The Streisand Effect: How Censorship Backfires Spectacularly

    In 2003, photographer Kenneth Adelman was documenting coastal erosion in California. He took 12,000 aerial photographs of the coastline for the California Coastal Records Project. One of those photos happened to capture Barbra Streisand’s Malibu mansion. The photo had been downloaded exactly six times. Two of those downloads were by Streisand’s lawyers. Then Streisand sued Adelman for $50 million, demanding the photo be removed from the public website. The Backfire The lawsuit made headlines. Suddenly, everyone wanted to see the photo that Barbra Streisand was trying to hide. ...

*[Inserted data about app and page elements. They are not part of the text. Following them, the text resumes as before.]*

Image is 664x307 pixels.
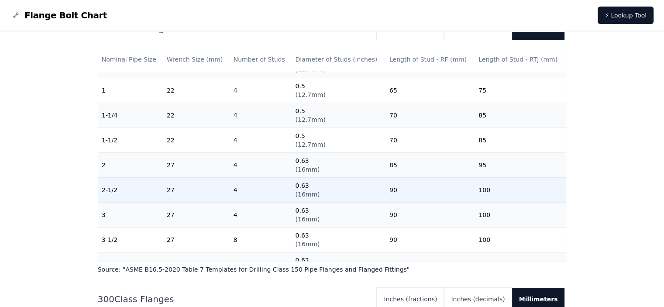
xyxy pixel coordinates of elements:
[475,153,565,178] td: 95
[386,78,475,103] td: 65
[386,103,475,128] td: 70
[386,47,475,72] th: Length of Stud - RF (mm)
[291,153,385,178] td: 0.63
[230,103,292,128] td: 4
[291,103,385,128] td: 0.5
[163,178,230,202] td: 27
[475,78,565,103] td: 75
[597,7,653,24] a: ⚡ Lookup Tool
[475,128,565,153] td: 85
[230,78,292,103] td: 4
[163,202,230,227] td: 27
[475,252,565,277] td: 100
[295,91,325,98] span: ( 12.7mm )
[295,166,319,173] span: ( 16mm )
[295,116,325,123] span: ( 12.7mm )
[291,78,385,103] td: 0.5
[163,227,230,252] td: 27
[230,178,292,202] td: 4
[386,153,475,178] td: 85
[230,227,292,252] td: 8
[98,78,163,103] td: 1
[386,128,475,153] td: 70
[230,128,292,153] td: 4
[291,252,385,277] td: 0.63
[163,153,230,178] td: 27
[475,178,565,202] td: 100
[24,9,107,21] span: Flange Bolt Chart
[163,103,230,128] td: 22
[475,103,565,128] td: 85
[163,128,230,153] td: 22
[291,128,385,153] td: 0.5
[98,265,566,274] p: Source: " ASME B16.5-2020 Table 7 Templates for Drilling Class 150 Pipe Flanges and Flanged Fitti...
[98,202,163,227] td: 3
[98,178,163,202] td: 2-1/2
[291,202,385,227] td: 0.63
[295,216,319,222] span: ( 16mm )
[163,47,230,72] th: Wrench Size (mm)
[230,47,292,72] th: Number of Studs
[98,153,163,178] td: 2
[291,178,385,202] td: 0.63
[230,153,292,178] td: 4
[98,227,163,252] td: 3-1/2
[98,293,370,305] h2: 300 Class Flanges
[291,227,385,252] td: 0.63
[10,10,21,21] img: Flange Bolt Chart Logo
[163,252,230,277] td: 27
[230,252,292,277] td: 8
[295,240,319,247] span: ( 16mm )
[230,202,292,227] td: 4
[98,128,163,153] td: 1-1/2
[475,202,565,227] td: 100
[163,78,230,103] td: 22
[475,47,565,72] th: Length of Stud - RTJ (mm)
[386,227,475,252] td: 90
[98,103,163,128] td: 1-1/4
[386,252,475,277] td: 90
[295,191,319,198] span: ( 16mm )
[386,178,475,202] td: 90
[98,252,163,277] td: 4
[295,141,325,148] span: ( 12.7mm )
[475,227,565,252] td: 100
[386,202,475,227] td: 90
[98,47,163,72] th: Nominal Pipe Size
[291,47,385,72] th: Diameter of Studs (inches)
[10,9,107,21] a: Flange Bolt Chart LogoFlange Bolt Chart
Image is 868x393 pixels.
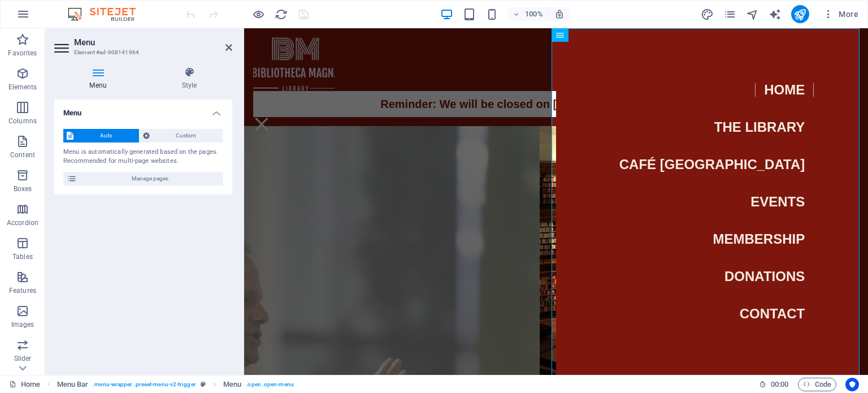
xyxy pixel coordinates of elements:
i: AI Writer [768,8,782,21]
button: Code [799,378,837,391]
img: Editor Logo [65,7,149,21]
i: Navigator [746,8,760,21]
span: . menu-wrapper .preset-menu-v2-trigger [92,378,196,391]
div: Menu is automatically generated based on the pages. Recommended for multi-page websites. [63,148,223,166]
button: More [818,5,864,23]
span: 00 00 [771,378,789,391]
i: This element is a customizable preset [201,381,205,387]
button: navigator [746,7,760,21]
p: Elements [9,83,37,92]
span: Custom [153,129,220,142]
button: pages [724,7,737,21]
h6: Session time [760,378,789,391]
span: : [779,380,781,389]
h4: Style [147,67,232,91]
button: Click here to leave preview mode and continue editing [252,7,265,21]
button: design [701,7,714,21]
h4: Menu [54,100,232,120]
span: Code [803,378,832,391]
h4: Menu [54,67,147,91]
i: On resize automatically adjust zoom level to fit chosen device. [555,9,565,20]
p: Accordion [7,218,38,228]
span: Auto [76,129,136,142]
span: Click to select. Double-click to edit [223,378,241,391]
button: Custom [140,129,223,142]
button: Auto [63,129,139,142]
nav: breadcrumb [57,378,294,391]
p: Images [12,320,35,329]
span: Manage pages [80,172,220,185]
p: Columns [9,116,36,125]
span: . open .open-menu [246,378,294,391]
p: Boxes [13,184,32,193]
h6: 100% [526,7,543,21]
p: Content [10,150,35,159]
button: reload [274,7,288,21]
p: Features [9,286,36,295]
h3: Element #ed-908141964 [74,47,210,58]
p: Slider [14,354,32,363]
span: Click to select. Double-click to edit [57,378,89,391]
p: Favorites [8,49,36,58]
i: Publish [793,8,807,21]
button: 100% [508,7,549,21]
i: Reload page [275,8,288,21]
p: Tables [12,253,33,261]
a: Click to cancel selection. Double-click to open Pages [9,378,40,391]
span: More [824,9,859,20]
button: Usercentrics [846,378,859,391]
button: text_generator [768,7,783,21]
i: Pages (Ctrl+Alt+S) [724,8,736,21]
button: publish [792,5,809,23]
i: Design (Ctrl+Alt+Y) [701,8,714,21]
h2: Menu [74,37,232,47]
button: Manage pages [63,172,223,185]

    January 11, 2025 · 5 min · Rafiul Alam

    Cognitive Fluency: Why Simple Stories Spread

    Two headlines compete for your attention: A: “Multifaceted approaches to ameliorating socioeconomic disparities” B: “Why poor people stay poor” Both convey similar ideas. But you clicked on B, didn’t you? Or at least your brain wanted to. This isn’t about intelligence or laziness. It’s about cognitive fluency-one of the most powerful forces determining which stories spread and which die in obscurity. What Is Cognitive Fluency? Cognitive fluency is the subjective ease with which our brains process information. ...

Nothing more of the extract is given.